Elisabetha HAUB 1841-1921
According to her marriage certificate, the parents of Elisabetha were John Haub and Katharina Muller of Frankfurt. The birth certificate of one child shows Elisabetha’s place of birth as “Jarcygous”, Frankfurt-on-Main. Her death certificate sets her year of birth as 1841.
Every other Haub in Victoria in the goldrush days was ex Nieder-Weisel. It was not unusual for the villagers to give Frankfurt as their birthplace, because this was the nearest large town and would be known to shipping clerks and registrars. The Nieder-Weisel parish registers record that an Anna Elisabetha Haub was confirmed in 1848 in her 14th year as was customary. Her date of birth was 15th December 1834; her parents were the local townsman, Johannes Haub, and Katharina nee Muller, from the small village of Lang-Gons, an hour’s walk to the north-west. Johannes Haub was most likely the son of Konrad Haub V and Susanna Heinz (who was born in Nieder-Weisel on 8th October 18O1, and whose marriage is not recorded in that parish). There is no other entry for this Haub family; the parents no doubt married in Lang-Gons and it is certain that Elisabetha born 1841 was a sister to Anna Elisabetha.

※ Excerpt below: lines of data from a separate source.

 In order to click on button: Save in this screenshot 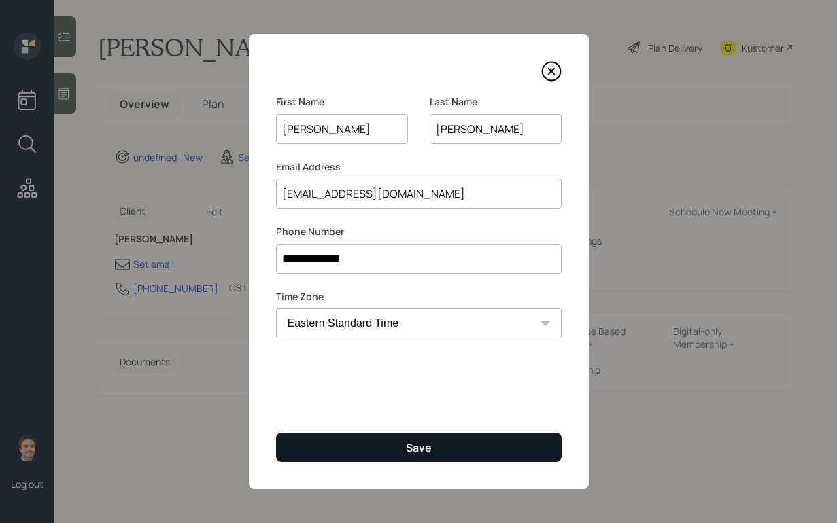, I will do `click(419, 447)`. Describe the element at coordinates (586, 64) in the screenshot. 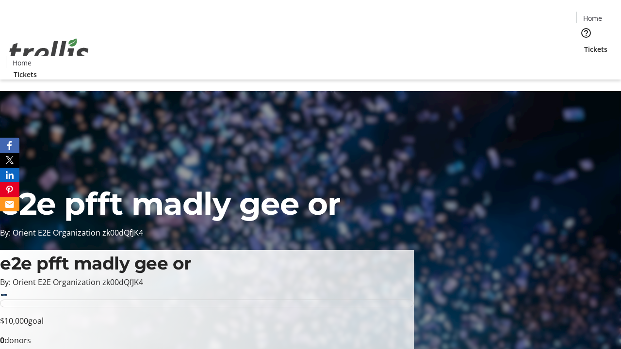

I see `button: Cart` at that location.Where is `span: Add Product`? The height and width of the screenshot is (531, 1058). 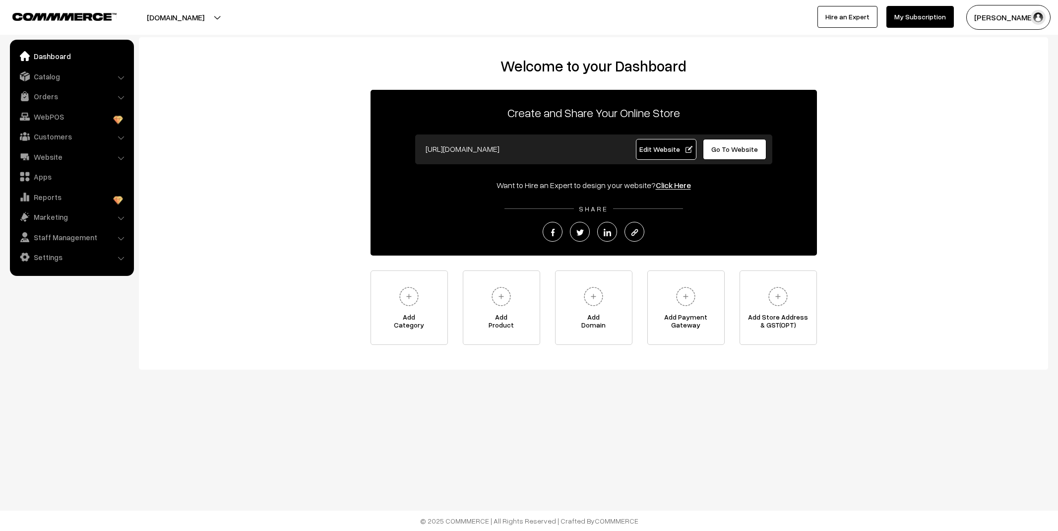 span: Add Product is located at coordinates (502, 323).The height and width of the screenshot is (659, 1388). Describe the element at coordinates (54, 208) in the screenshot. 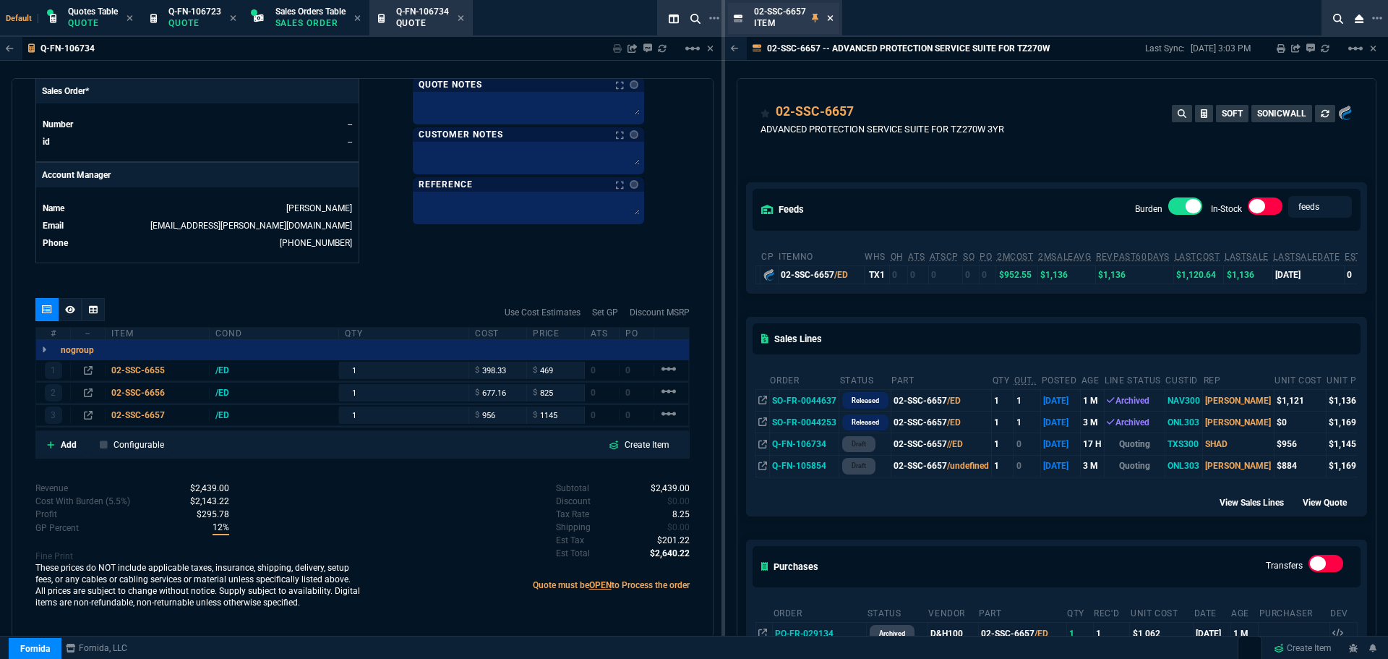

I see `span: Name` at that location.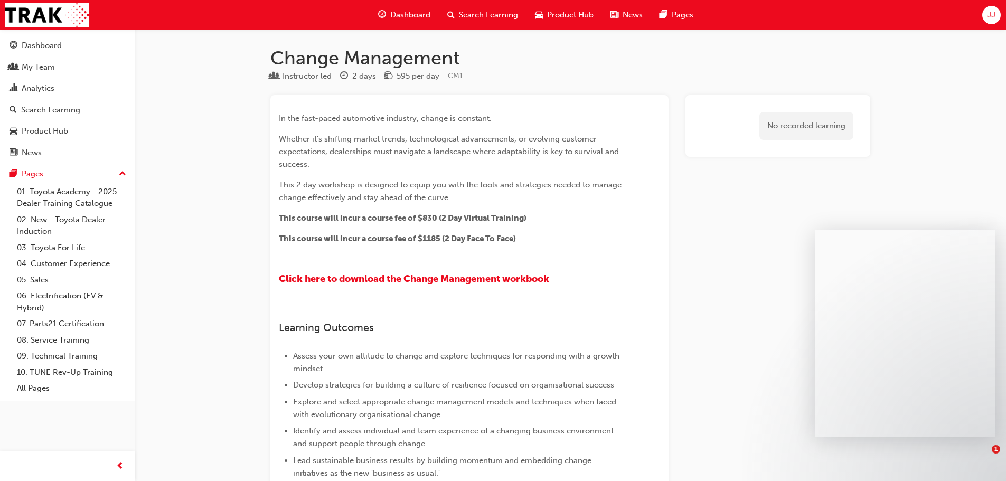  What do you see at coordinates (71, 356) in the screenshot?
I see `a: 09. Technical Training` at bounding box center [71, 356].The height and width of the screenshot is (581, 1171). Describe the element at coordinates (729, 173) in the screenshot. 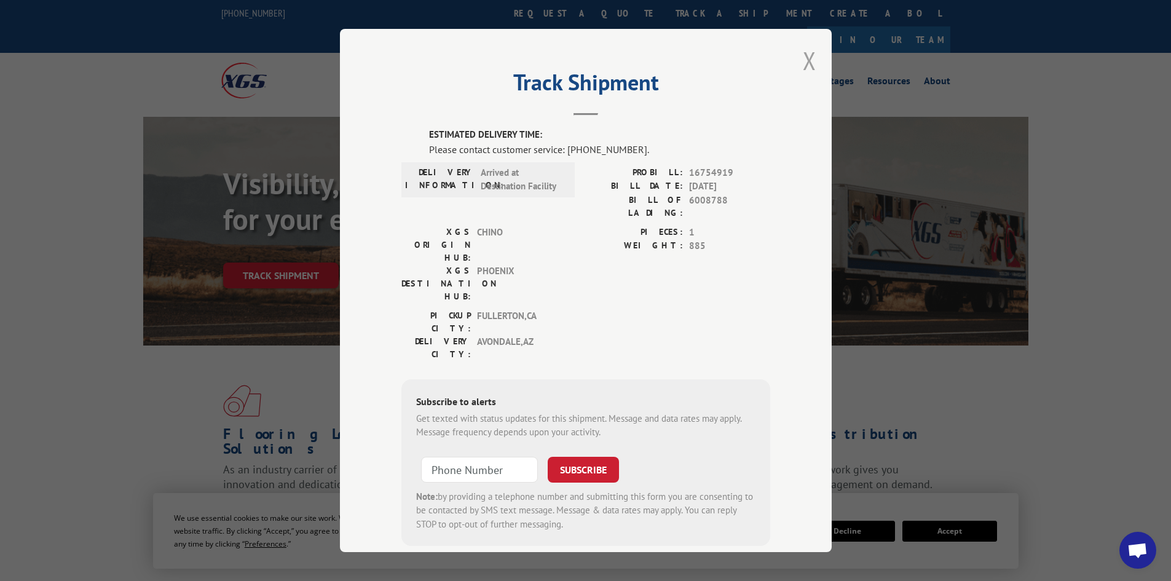

I see `span: 16754919` at that location.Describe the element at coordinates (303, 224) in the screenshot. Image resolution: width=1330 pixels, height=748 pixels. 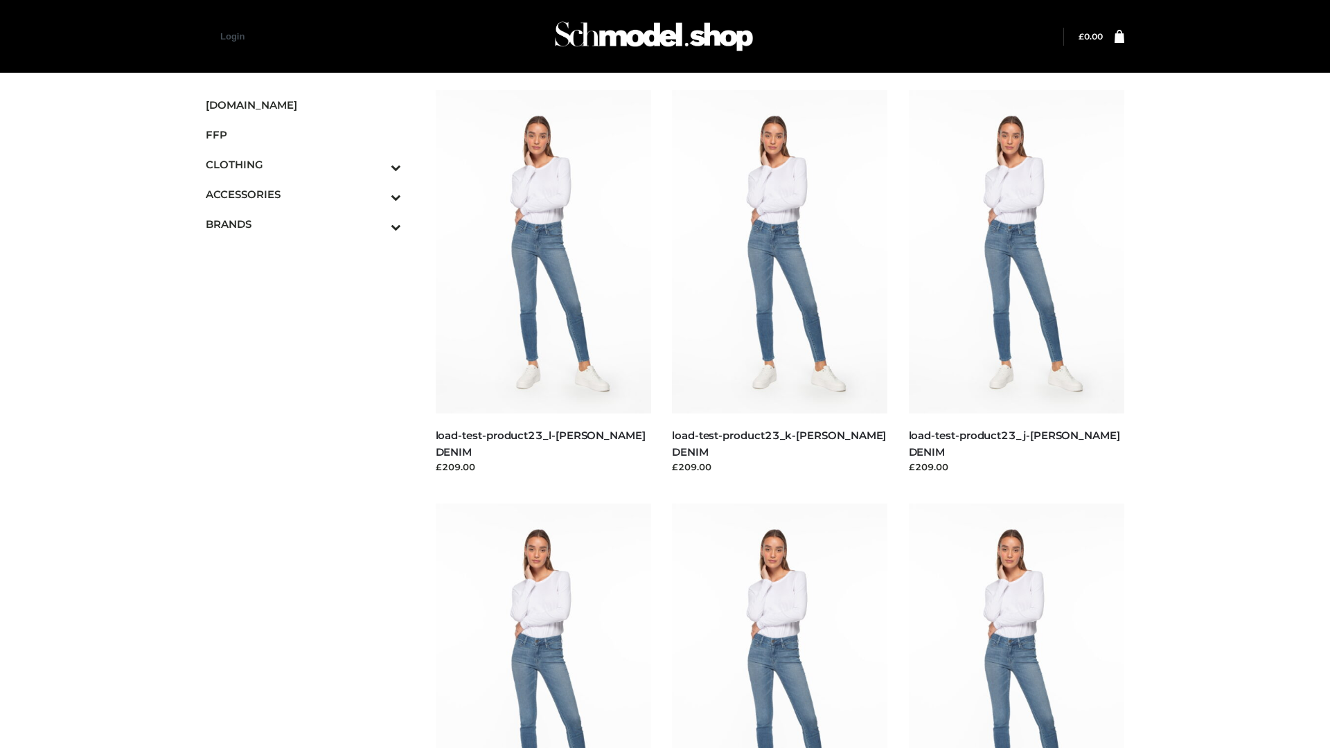
I see `span: BRANDS` at that location.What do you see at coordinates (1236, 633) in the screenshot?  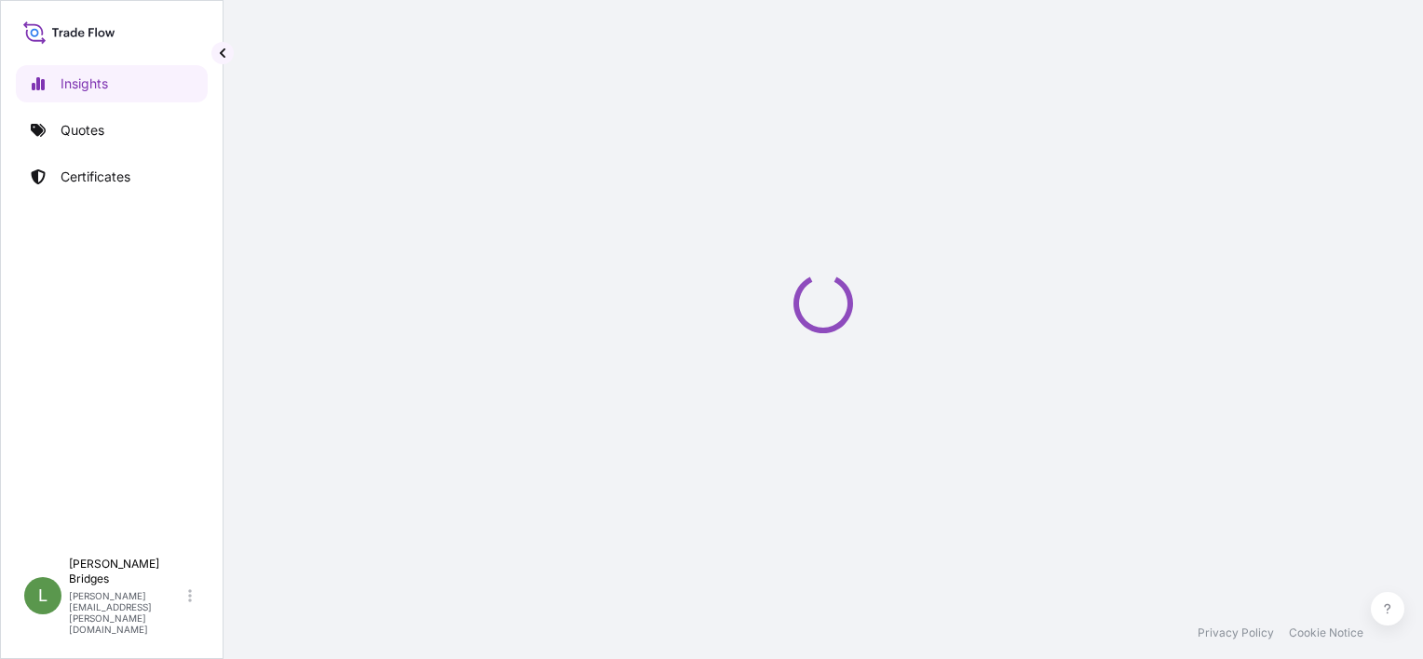 I see `p: Privacy Policy` at bounding box center [1236, 633].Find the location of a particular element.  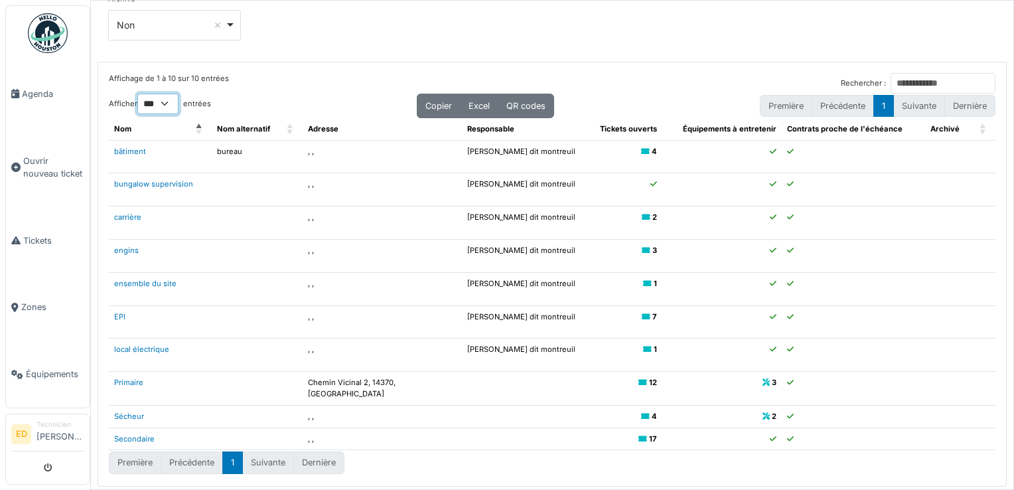

a: EPI is located at coordinates (119, 317). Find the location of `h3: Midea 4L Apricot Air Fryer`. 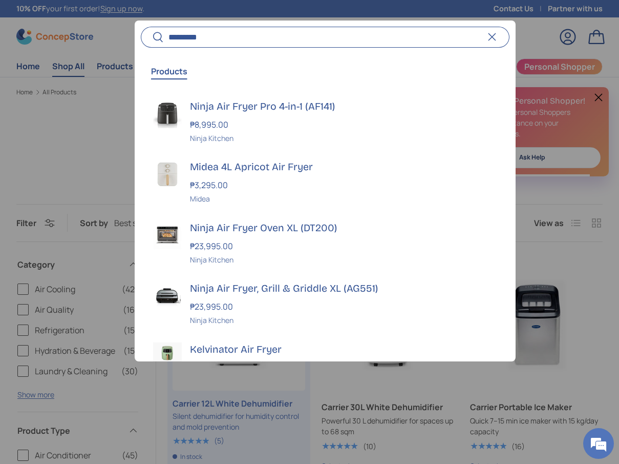

h3: Midea 4L Apricot Air Fryer is located at coordinates (344, 167).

Elisabetha migrated to Victoria in the mid-185Os; there is no certain record of her voyage, but she may have been the Elizth.Damp, 16, who arrived on 7th November 1857 aboard “Annie Wilson”. Anna Margaretha Hauser, later Maas and later Uhl, was also on this voyage. Elisabetha went on from Ballarat to Hepburn on the Great Dividing Range, where she met up with John Body, a son of John Body and Elizabeth Congdon of Cornwall. John junior was born in Quethiock in October 1833; he took part in the massive emigration of tin and copper miners which occurred from Cornwall during the 184Os and 185Os as many local mines closed. John left Plymouth on “Albermarle” on 19th March 1853, getting to Melbourne on 7th July.
Elisabetha Haub and John Body made the journey up to Castlemaine, 4O km to the north, to be married in Christ Church there on Thursday, 5th May 186O. A few weeks later Elisabetha gave birth to a child, Herbert John Henry, in Hepburn Springs. John then moved his family to more convenient accommodation in the township of Daylesford, where there was an abundance of jobs in the underground mines. Over the next 19 years, Elisabetha produced eight more children: Emily Alice in 1862; Alfred Edward 1864; Ann Rosina 1867; Clara Elizabeth 1869; Bertha Louisa 1872; Ida Matilda 1874; Gertrude Octavia 1877; Hilda Olivia 1879. Gertrude died early in 1878, but apart from her, Elisabetha managed to rear all her children successfully.
In 1883, when she was 42 years of age, Elisabetha was approaching full term with a tenth pregnancy when she lost her husband. John was buried in the Daylesford Cemetery on 26th October and Elisabetha faced 37 years of widowhood with her infant son, whom she named John Sidney, and the younger girls to provide for. In the circumstances it is not to be wondered at that the little boy did not thrive and he died in his fifth month of life.
The two older sons married sisters, the daughters of Gernand Bang and Katharina Heinz from Nieder-Weisel. Gernand had come out from Butzbach with a group which included Georg Fleischer, who married Margaretha Hauser, sister of Anna Margaretha.
Elisabetha died on 6th April 1921 at the age of 8O.